Re: From my understanding...
If someone has physical access to your PC/laptop, then maybe
Or (as the guy says) some malicious person/company/state releases a 'free' game that uses these exploits to root your windows box..
6355 publicly visible posts • joined 6 Oct 2015
Pirates evidently operated private battleships, often with government approval
ObPedant: A pirate that operates with a government license (or government approval) is no longer a pirate but is instead a privateer.
Which is no great comfort to those privateered I guess.
(Sir Walter Raleigh is an example of a privateer - Queen Lizzie 1 gave him license to take Spanish ships at will. It also got used quite a lot in the 18th & 19th centuries in the various wars against Spain and/or France. The UK made quite a lot of money from stealing silver and gold from Spanish treasure ships returning from South America..)
.. is pretty easy. Stop spamming (or allowing spamming through your systems) and clean up your act. The fact that they haven't done so suggests that either they can't or they won't.
Neither of which are good news for an organisation that purports to be an ISP or hosting company.
Or did they get forgotten about in the rush to reduce costs?
(My email spools get backed up to my Backblaze buckets - I can (theoretically) restore to any of the 4-per-day points that backups happen. And, since I'm using qmail, the restore won't nuke anything that currently exists unless the filenames clash (unlikely). You may end up with deleted emails reappearing but that's easily solved by using the delete key.
I'll stick with Shaw. About as mediocre as most telcos in a lot of ways
It's like the reasons for using BT: "they are not as bad as some of the others".
Of course, in the technical paradise that is the UK we have lots of ISPs - some of whom have A Clue(TM) and also understand customer service..
(Zen - I'm looking at you)
Cymru, Gymru or just plain old Wales
Well - the C/G things is quite understandable (the letters mutate according to context). The Wales bit is to cope with the poor benighted ones that don't speak Welsh :-)
(2ndOldestBrother has recently added Welsh to the other languages he speaks [Spanish, Portugese and some French] on the basis that our mother was from Wales. I have no excuse for learning some Gaidhlig other than Runrig)
They were exiles from England pushed out by the Saxons, some went into Wales, other into Cumbria
All of Britan (at one point) spoke one variation of the Brythonic langauges (maybe apart from the Picts - we don't know enough about Pictish to make that determination although it's likely it was). What happened with the Saxons was cultural and linguistic domination of the areas that they conquered and the bits that they didn't (Wales, parts of Cornwall, The Highlands, Cumbria) carried on speaking the same languages that they always had (with some cross-fertilisation from Saxon/Jute/Anglic).
Brittany is slightly different - the influx that lead to Brittany speaking a Celtic language started in (probably) the 4th century - possibly on the orders of a British chieftan that tried to himself up as Roman Emperor and settled Celtic troops there.
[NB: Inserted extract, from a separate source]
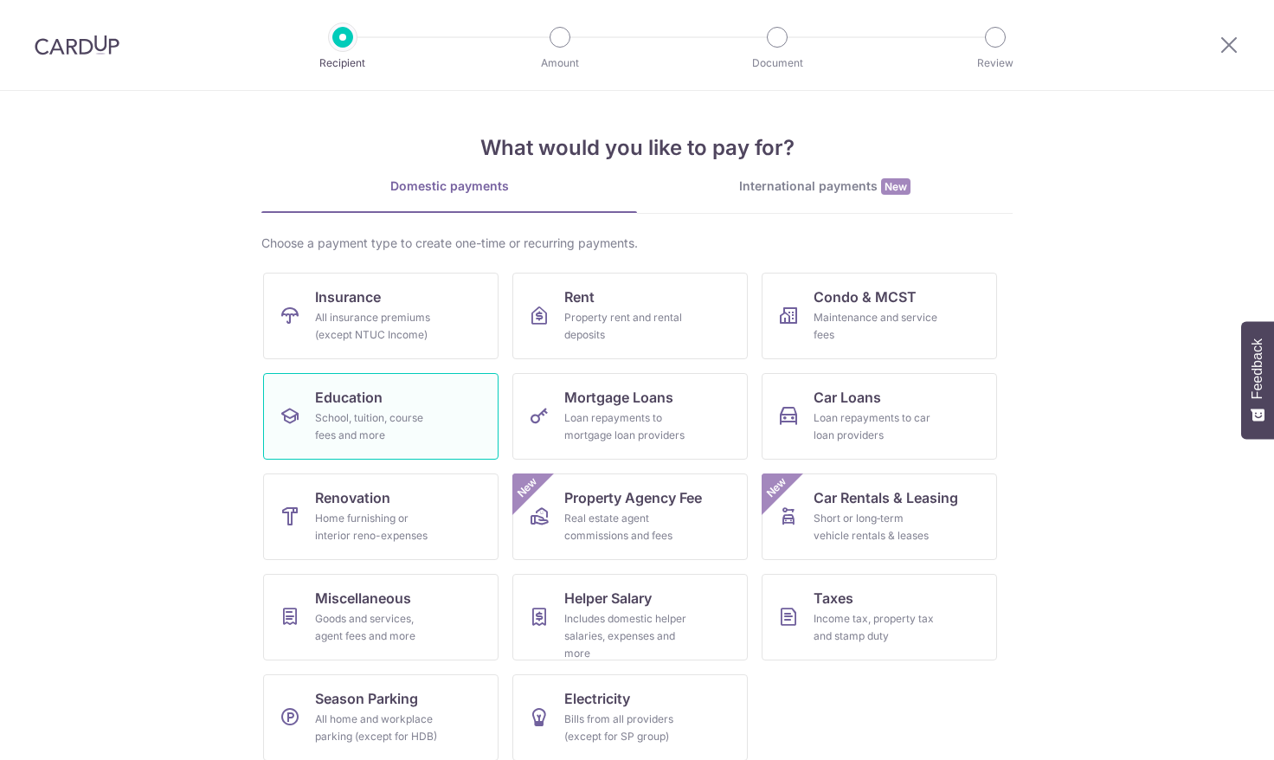 The image size is (1274, 760). What do you see at coordinates (777, 63) in the screenshot?
I see `p: Document` at bounding box center [777, 63].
There was more migrating during the Saxon invasions of England but they joined an already thriving Celtic community that had already displaced a lot of the previously-Gaulish culture.
Of course, France being France, Breton isn't recognised as an official language in the same way that Welsh, Cornish, Gaidhlig and Gelg are.
Kingdom of Alba was formed by an alliance between the Scotti, the Picts and the Strathclyde Britons
Neil Oliver (BBC archeologist/historian - good at his job hence relagated to BBC4) has just started a series on the history of Scotland.
The first one dealt with the formation of the kingdom - essentially it goes like this:
1. There are 4 separate kindoms (Picts, Gaels, and two lots of Britons). A Gael is exiled and ends up in the Pictish kingdom where he (eventually) becomes the Pictish kings right-hand-man.
2. Said exile then self-promotes himself to Pictish king by the traditional route of disposing of the current Pictish king and brings in lots of his Gaelic friends to help run the place and gradually sets about supressing Pictish culture.
3. The old Pictish kings kids were away in Ireland (staying with their aunt who had married an Iriah king) during their fathers assassination. They grow up safely in Ireland but, during the process, become more Gaelic than Pictish.
4. The kids grow up and, with the help of their uncles army, invade Pictland and remove the head of the usurper. The oldest kid becomes king.
5. All the Picts expect the new king to revert to being Pictish - this doesn't happen since, by this point, he's more Gaelic than the Gaels.
6. Later on, the kingdoms merge and, since the two biggest ones were Gaelic, the merged kingdom is largely Gaelic, including in language. Of course, the southern kingdoms then got invaded by various Angles and Jutes and their language replaced by a sister-language[1] of Anglo-Saxon (which later became Scots).
Which nicely accounts for the reasons why the only Pictish that remained was in place names since the language fell out of general day-to-day use.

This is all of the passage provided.